Qandeel Baloch: Parents fail to free brothers accused of killing sister
- Published
The parents of a Pakistani social media star allegedly murdered by her brothers have lost their bid to free their sons.
Qandeel Baloch's parents told the court they forgave Waseem and Aslam Shaheen, who are on trial for the apparent honour killing.
Ms Baloch, 26, was strangled in July 2016, in a murder that shocked Pakistan and the wider world.
Her brother Waseem initially confessed, saying she had brought shame on his family, but later changed his plea.
Another six men have been arrested in connection with the killing, while a seventh - believed to be another brother - has absconded.
Cases of women being killed for "dishonouring" their family are commonplace in Pakistan. Nearly 1,100 women were killed by relatives in so-called honour killings in 2015, according to the independent Human Rights Commission of Pakistan (HRCP). Many more cases go unreported.
A loophole in the law used to allow perpetrators to avoid punishment because they could seek forgiveness from another family member. But in the wake of Ms Baloch's death - and the discussion it prompted - that loophole was closed.
However, Ms Baloch's parents argued that because the change happened after her killing, they should still be able to pardon their sons.
Her father, Muhammad Azeem, had originally said he wanted her killers "to get death", telling BBC Urdu that his son Waseem should be "shot on sight".
But on Thursday he told the court in Multan, Punjab, that he and his wife had now decided to pardon their sons - but not the other accused - "in the name of Allah", according to BBC Urdu.
The court rejected the plea, entered on Wednesday, saying the case against the two men would continue as planned.
Who was Qandeel Baloch?
Ms Baloch has been dubbed the Kim Kardashian of Pakistan. She had hundreds of thousands of followers on social media, and was reportedly one of the top 10 most searched Pakistani personalities in the year before she died.
She won praise for her fearlessness, for breaking strict social taboos and expressing herself the way she wanted to - even if that meant sharing risqué photographs, or twerking on camera.
But this fearlessness also won her enemies and put her in danger in a country that struggles with what it regards as immodest or "badly behaved" women.

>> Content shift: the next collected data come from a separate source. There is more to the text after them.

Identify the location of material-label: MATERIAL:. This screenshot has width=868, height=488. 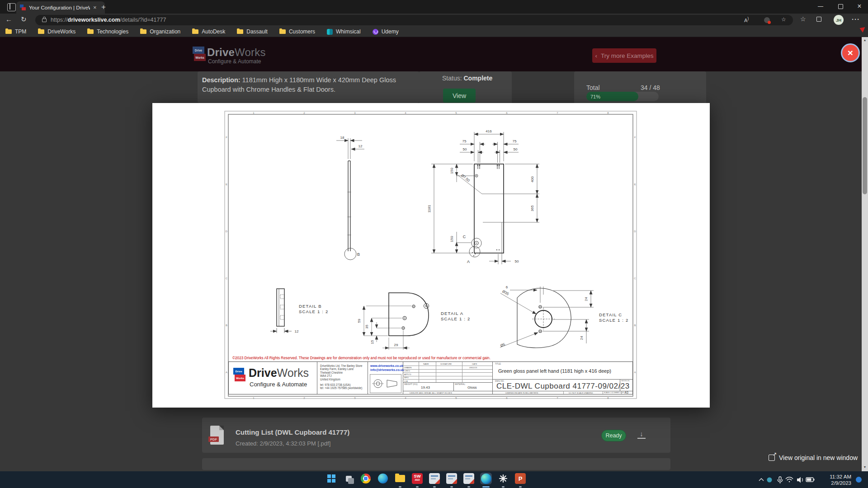
(460, 384).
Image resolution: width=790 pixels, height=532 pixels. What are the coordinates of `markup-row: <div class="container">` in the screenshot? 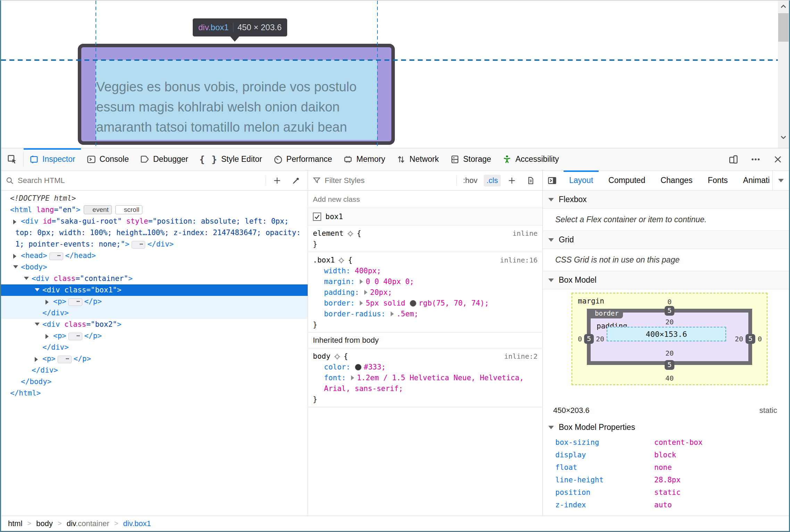 It's located at (154, 279).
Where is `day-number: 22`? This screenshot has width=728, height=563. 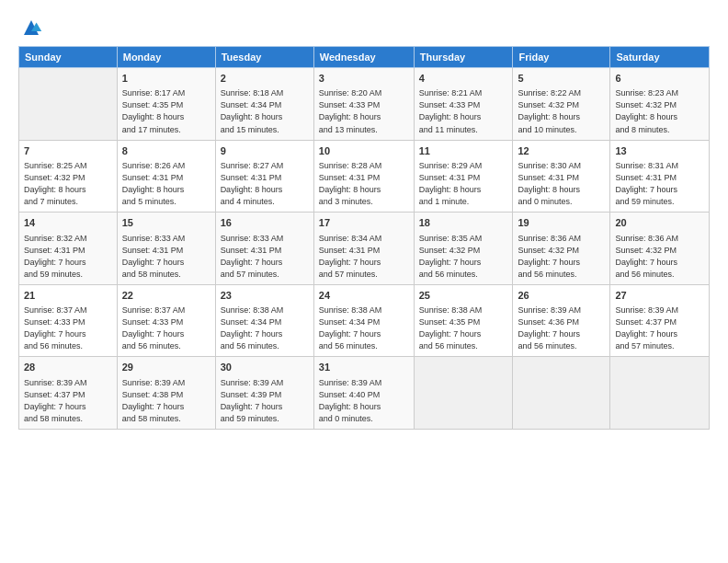 day-number: 22 is located at coordinates (166, 296).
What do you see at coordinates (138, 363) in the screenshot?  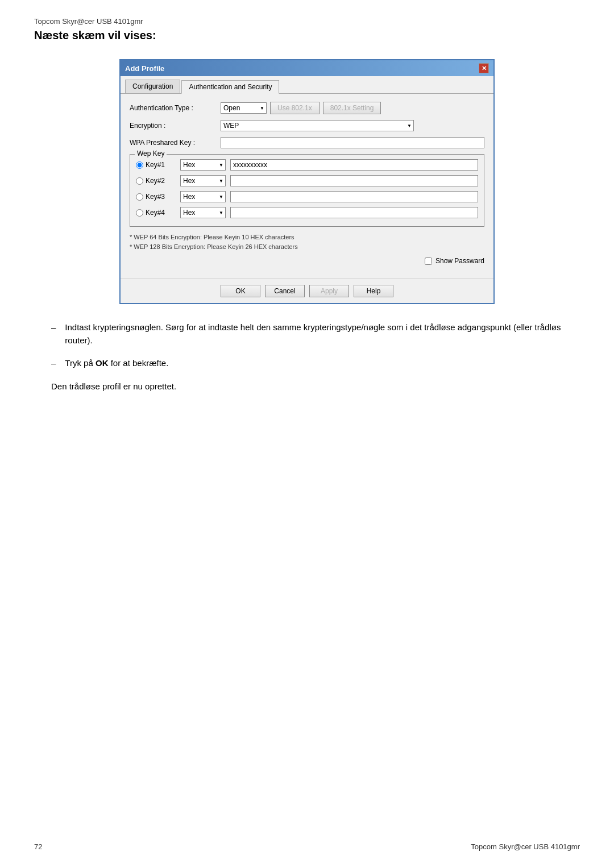 I see `bullet2-post: for at bekræfte.` at bounding box center [138, 363].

Her background alone was enough to shock socially conservative Pakistan. Ms Baloch was born Fouzia Azeem, and came from a poor family in a town about 400km (248 miles) south west of Lahore.
After her rise to fame in 2014, it emerged she had been married as a teenager, and had a baby. But her husband, she said later, was a "savage man" who abused her, and she fled with her son.
But unable to support her son financially, she returned him to her husband, who has always denied he treated her badly. According to the Guardian, she never saw the little boy again, external.
It was after this that she was able to reinvent herself as Qandeel Baloch.
But as her star grew, her supporters warned that her behaviour could threaten her life. Ms Baloch, however, remained unapologetic, although she had asked the government for protection.
"I am facing threats," she told BBC Urdu. "But I believe that death is preordained - when you are meant to die, you will die."